University Senate approved of a set of recommendations dealing with pay and promotion issues on Thursday. Professor Thomas Holtz, co-chairman of the Non-Tenure-Track-Faculty Task Force, said he “would rather see it done right than see it done rushed.”
Non-tenure-track faculty members who have expressed concerns about their treatment at the university could soon see changes, after the University Senate voted Thursday to accept a set of task force recommendations.
The recommendations deal mainly with pay and promotional issues and seek to address gaps in the handling of non-tenure-track faculty and their tenured counterparts. Now that the senate has accepted the recommendations, various senate subcommittees will review each of the 21 proposed changes next school year, nearly two years after the Non-Tenure-Track Faculty Task Force was created.
“I would rather see it done right than see it done rushed,” said Thomas Holtz, the task force’s co-chairman.
Although some awareness of the issues already exists, the report could be a step toward broader understanding, Holtz said.
“I think all the NTT faculty have been sort of aware of issues of themselves and maybe other people in their own unit,” Holtz said. “They’ve been pretty aware of some of the specific issues but not seeing the bigger picture.”
The task force identified many concerns: Non-tenure-track faculty members work too much for too little pay, have limited upward mobility, work under misleading titles and receive administrative treatment that lags behind that of tenure-track members.
“I’m still paid what I was paid 11 years ago, when I started working at this university,” Sabrina Baron, a part-time lecturer and non-tenure-track faculty member, told senators at the meeting.
From behind the podium, senate Chairwoman Martha Nell Smith grimaced.
“I was horrified,” she said after the meeting. “That just appalled me.”
The task force’s recommendations could greatly impact the university if implemented because non-tenure-track employees constitute a majority of the faculty. About 3,000 non-tenure-track faculty members work in instructional, research and service capacities, compared to about 1,600 tenure-track faculty members, the task force found.
Over time, non-tenure-track faculty have taken on more of the university’s teaching load, and the breadth of their role on the campus surprised even Holtz. Non-tenure-track faculty are now teaching 40 percent of the university’s total credit hours, the same as tenure-track faculty.
“The NTT faculty are, in fact, a majority on campus, which is something that I wasn’t specifically aware of,” he said. “I suppose if I sat down and started thinking about it, I would have realized it. Seeing the actual counts really brings this to light.”
Scott Wible, professional writing program director, said non-tenure-track faculty members are critical members of his department, doing work that “demands a lot of time and energy.”
“They help us to advance the university’s collective teaching and research mission,” he told senators.
The task force’s recommendations are broad, generally avoiding hard numbers and leaving some leeway for implementation if they eventually pass the senate in individual votes.
One provision calls for the senate and Provost Mary Ann Rankin to “collaborate with the relevant bodies on campus” to place more non-tenure-track faculty in the senate, where they are drastically outnumbered by tenured senators.
Smith said any discussion of increasing their representation in the body ought to extend beyond the hard numbers.
“The various contributions that people make and how much time they spend on task and what their work is really does vary. It’s different if you’re tenure-track,” she said. “I think that any adjustment to senate representation cannot be just looking at numbers because I think that’s a very simplistic way to analyze.”
The issue of how to treat non-tenure-track faculty has extended beyond this university, several senators said.
“This is a great step in leadership for the University of Maryland. This is not just a conversation on campus,” Baron said. “This is a nationwide conversation.”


Prompt
Transcribe each entry exactly as it appears, leaving out any picture it holds.

(Dataset records on visual material)
"""
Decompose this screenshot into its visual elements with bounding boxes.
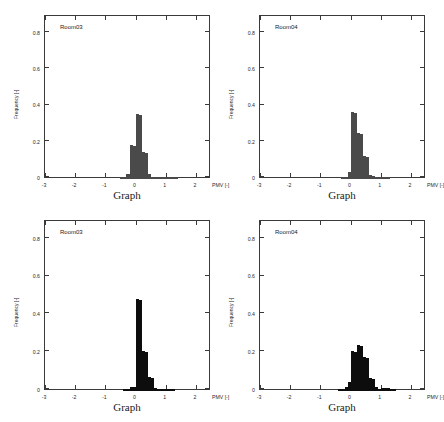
x-tick-label: 0 (340, 182, 360, 188)
x-tick-label: 1 (155, 394, 175, 400)
x-axis-title: Graph (44, 189, 210, 201)
y-tick-label: 0.8 (231, 236, 255, 242)
y-tick-label: 0 (16, 387, 40, 393)
x-tick-label: -2 (64, 394, 84, 400)
room-label: Room03 (60, 229, 83, 235)
x-tick-label: 2 (185, 182, 205, 188)
plot-frame (259, 220, 425, 390)
room-label: Room04 (275, 229, 298, 235)
plot-frame (259, 15, 425, 178)
histogram-bar (387, 177, 390, 179)
y-axis-label: Frequency [-] (13, 298, 19, 327)
x-axis-unit-label: PMV [-] (427, 182, 444, 188)
x-tick-label: -1 (309, 182, 329, 188)
x-axis-unit-label: PMV [-] (427, 394, 444, 400)
x-tick-label: -1 (309, 394, 329, 400)
x-tick-label: -2 (279, 182, 299, 188)
histogram-bar (393, 389, 396, 391)
y-axis-label: Frequency [-] (228, 89, 234, 118)
x-tick-label: -1 (94, 182, 114, 188)
x-tick-label: -1 (94, 394, 114, 400)
x-tick-label: 1 (370, 394, 390, 400)
y-tick-label: 0.8 (16, 236, 40, 242)
x-tick-label: -3 (249, 394, 269, 400)
y-tick-label: 0.8 (231, 30, 255, 36)
room-label: Room03 (60, 24, 83, 30)
y-tick-label: 0.2 (231, 139, 255, 145)
y-tick-label: 0.4 (231, 102, 255, 108)
histogram-bars (45, 221, 211, 391)
x-tick-label: 2 (400, 394, 420, 400)
x-tick-label: 0 (125, 394, 145, 400)
y-tick-label: 0.6 (16, 273, 40, 279)
histogram-bars (260, 16, 426, 179)
y-axis-label: Frequency [-] (228, 298, 234, 327)
y-tick-label: 0.4 (16, 311, 40, 317)
panel-bottom-left: -3-2-101200.20.40.60.8Room03Frequency [-… (0, 210, 220, 422)
y-tick-label: 0.4 (231, 311, 255, 317)
panel-bottom-right: -3-2-101200.20.40.60.8Room04Frequency [-… (215, 210, 435, 422)
x-tick-label: 2 (400, 182, 420, 188)
x-tick-label: -2 (64, 182, 84, 188)
panel-top-right: -3-2-101200.20.40.60.8Room04Frequency [-… (215, 0, 435, 212)
y-tick-label: 0.4 (16, 102, 40, 108)
histogram-bar (175, 177, 178, 179)
histogram-bar (172, 389, 175, 391)
histogram-bars (260, 221, 426, 391)
y-axis-label: Frequency [-] (13, 89, 19, 118)
x-axis-title: Graph (44, 401, 210, 413)
x-tick-label: 2 (185, 394, 205, 400)
plot-frame (44, 220, 210, 390)
y-tick-label: 0.8 (16, 30, 40, 36)
x-tick-label: -3 (249, 182, 269, 188)
y-tick-label: 0 (16, 175, 40, 181)
x-tick-label: 0 (125, 182, 145, 188)
x-tick-label: -3 (34, 182, 54, 188)
y-tick-label: 0.2 (16, 139, 40, 145)
x-tick-label: 0 (340, 394, 360, 400)
panel-top-left: -3-2-101200.20.40.60.8Room03Frequency [-… (0, 0, 220, 212)
plot-frame (44, 15, 210, 178)
y-tick-label: 0.6 (231, 66, 255, 72)
y-tick-label: 0.2 (16, 349, 40, 355)
x-tick-label: -2 (279, 394, 299, 400)
x-tick-label: -3 (34, 394, 54, 400)
x-axis-title: Graph (259, 189, 425, 201)
y-tick-label: 0.2 (231, 349, 255, 355)
y-tick-label: 0.6 (231, 273, 255, 279)
x-axis-title: Graph (259, 401, 425, 413)
y-tick-label: 0 (231, 175, 255, 181)
x-tick-label: 1 (370, 182, 390, 188)
y-tick-label: 0 (231, 387, 255, 393)
histogram-bars (45, 16, 211, 179)
y-tick-label: 0.6 (16, 66, 40, 72)
room-label: Room04 (275, 24, 298, 30)
x-tick-label: 1 (155, 182, 175, 188)
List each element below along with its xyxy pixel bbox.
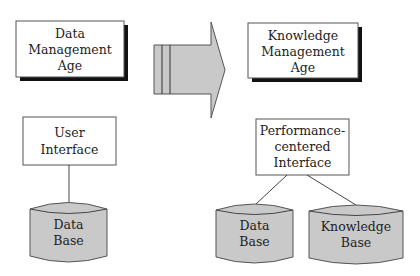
knowledge-base-cylinder-icon: Knowledge Base <box>309 205 403 264</box>
connector-line <box>307 175 356 205</box>
store-label-line: Data <box>240 218 270 233</box>
store-label-line: Base <box>53 233 83 248</box>
data-base-cylinder-icon: Data Base <box>216 204 293 263</box>
era-label-line: Management <box>261 44 344 59</box>
diagram-canvas: Data Management Age Knowledge Management… <box>0 0 420 276</box>
knowledge-management-age-box: Knowledge Management Age <box>248 23 362 82</box>
interface-label-line: Interface <box>41 142 99 157</box>
store-label-line: Base <box>239 234 269 249</box>
performance-centered-interface-box: Performance- centered Interface <box>256 119 349 175</box>
connector-line <box>256 175 287 204</box>
interface-label-line: User <box>54 125 84 140</box>
interface-label-line: centered <box>274 139 330 154</box>
era-label-line: Data <box>55 26 85 41</box>
interface-label-line: Interface <box>274 155 332 170</box>
interface-label-line: Performance- <box>260 123 345 138</box>
data-base-cylinder-icon: Data Base <box>30 203 107 263</box>
arrow-shape <box>154 22 225 118</box>
store-label-line: Base <box>341 235 371 250</box>
era-label-line: Management <box>28 42 111 57</box>
era-label-line: Age <box>290 60 315 75</box>
transition-arrow-icon <box>154 22 225 118</box>
data-management-age-box: Data Management Age <box>16 21 128 81</box>
era-label-line: Knowledge <box>268 28 338 43</box>
store-label-line: Data <box>54 217 84 232</box>
era-label-line: Age <box>57 58 82 73</box>
store-label-line: Knowledge <box>321 219 391 234</box>
user-interface-box: User Interface <box>23 117 116 165</box>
"""
Task solution
Decompose this screenshot into its visual elements with bounding boxes.
x-tick-label: 0 (340, 182, 360, 188)
x-tick-label: 1 (155, 394, 175, 400)
x-axis-title: Graph (44, 189, 210, 201)
y-tick-label: 0.8 (231, 236, 255, 242)
y-tick-label: 0 (16, 387, 40, 393)
x-tick-label: -2 (64, 394, 84, 400)
room-label: Room03 (60, 229, 83, 235)
x-tick-label: 2 (185, 182, 205, 188)
plot-frame (259, 220, 425, 390)
room-label: Room04 (275, 229, 298, 235)
plot-frame (259, 15, 425, 178)
histogram-bar (387, 177, 390, 179)
y-axis-label: Frequency [-] (13, 298, 19, 327)
x-axis-unit-label: PMV [-] (427, 182, 444, 188)
x-tick-label: -1 (309, 182, 329, 188)
x-axis-unit-label: PMV [-] (427, 394, 444, 400)
x-tick-label: -1 (309, 394, 329, 400)
x-tick-label: -2 (279, 182, 299, 188)
histogram-bar (393, 389, 396, 391)
y-axis-label: Frequency [-] (228, 89, 234, 118)
x-tick-label: -1 (94, 182, 114, 188)
x-tick-label: -1 (94, 394, 114, 400)
x-tick-label: 1 (370, 394, 390, 400)
y-tick-label: 0.8 (16, 236, 40, 242)
x-tick-label: -3 (249, 394, 269, 400)
y-tick-label: 0.8 (231, 30, 255, 36)
room-label: Room03 (60, 24, 83, 30)
y-tick-label: 0.2 (231, 139, 255, 145)
y-tick-label: 0.4 (231, 102, 255, 108)
histogram-bars (45, 221, 211, 391)
x-tick-label: 2 (400, 394, 420, 400)
x-tick-label: 0 (125, 394, 145, 400)
y-tick-label: 0.6 (16, 273, 40, 279)
histogram-bars (260, 16, 426, 179)
y-axis-label: Frequency [-] (228, 298, 234, 327)
y-tick-label: 0.4 (16, 311, 40, 317)
panel-bottom-left: -3-2-101200.20.40.60.8Room03Frequency [-… (0, 210, 220, 422)
y-tick-label: 0.4 (231, 311, 255, 317)
panel-bottom-right: -3-2-101200.20.40.60.8Room04Frequency [-… (215, 210, 435, 422)
x-tick-label: 2 (400, 182, 420, 188)
x-tick-label: -2 (64, 182, 84, 188)
panel-top-right: -3-2-101200.20.40.60.8Room04Frequency [-… (215, 0, 435, 212)
y-tick-label: 0.4 (16, 102, 40, 108)
histogram-bar (175, 177, 178, 179)
histogram-bar (172, 389, 175, 391)
histogram-bars (260, 221, 426, 391)
y-axis-label: Frequency [-] (13, 89, 19, 118)
x-axis-title: Graph (44, 401, 210, 413)
x-tick-label: 2 (185, 394, 205, 400)
plot-frame (44, 220, 210, 390)
y-tick-label: 0.8 (16, 30, 40, 36)
x-tick-label: -3 (249, 182, 269, 188)
y-tick-label: 0 (16, 175, 40, 181)
x-tick-label: 0 (125, 182, 145, 188)
x-tick-label: -3 (34, 182, 54, 188)
y-tick-label: 0.2 (16, 139, 40, 145)
x-tick-label: 0 (340, 394, 360, 400)
panel-top-left: -3-2-101200.20.40.60.8Room03Frequency [-… (0, 0, 220, 212)
plot-frame (44, 15, 210, 178)
y-tick-label: 0.6 (231, 66, 255, 72)
y-tick-label: 0.2 (16, 349, 40, 355)
x-tick-label: -2 (279, 394, 299, 400)
x-tick-label: -3 (34, 394, 54, 400)
x-axis-title: Graph (259, 189, 425, 201)
y-tick-label: 0.2 (231, 349, 255, 355)
y-tick-label: 0.6 (231, 273, 255, 279)
x-axis-title: Graph (259, 401, 425, 413)
y-tick-label: 0 (231, 175, 255, 181)
x-tick-label: 1 (370, 182, 390, 188)
y-tick-label: 0 (231, 387, 255, 393)
histogram-bars (45, 16, 211, 179)
y-tick-label: 0.6 (16, 66, 40, 72)
room-label: Room04 (275, 24, 298, 30)
x-tick-label: 1 (155, 182, 175, 188)
List each element below along with its xyxy pixel bbox.
knowledge-base-cylinder-icon: Knowledge Base <box>309 205 403 264</box>
connector-line <box>307 175 356 205</box>
store-label-line: Data <box>240 218 270 233</box>
store-label-line: Base <box>53 233 83 248</box>
data-base-cylinder-icon: Data Base <box>216 204 293 263</box>
era-label-line: Management <box>261 44 344 59</box>
diagram-canvas: Data Management Age Knowledge Management… <box>0 0 420 276</box>
knowledge-management-age-box: Knowledge Management Age <box>248 23 362 82</box>
interface-label-line: Interface <box>41 142 99 157</box>
store-label-line: Base <box>239 234 269 249</box>
performance-centered-interface-box: Performance- centered Interface <box>256 119 349 175</box>
connector-line <box>256 175 287 204</box>
interface-label-line: User <box>54 125 84 140</box>
interface-label-line: centered <box>274 139 330 154</box>
era-label-line: Data <box>55 26 85 41</box>
interface-label-line: Interface <box>274 155 332 170</box>
interface-label-line: Performance- <box>260 123 345 138</box>
data-base-cylinder-icon: Data Base <box>30 203 107 263</box>
arrow-shape <box>154 22 225 118</box>
store-label-line: Base <box>341 235 371 250</box>
era-label-line: Management <box>28 42 111 57</box>
era-label-line: Age <box>290 60 315 75</box>
transition-arrow-icon <box>154 22 225 118</box>
data-management-age-box: Data Management Age <box>16 21 128 81</box>
era-label-line: Knowledge <box>268 28 338 43</box>
store-label-line: Data <box>54 217 84 232</box>
era-label-line: Age <box>57 58 82 73</box>
store-label-line: Knowledge <box>321 219 391 234</box>
user-interface-box: User Interface <box>23 117 116 165</box>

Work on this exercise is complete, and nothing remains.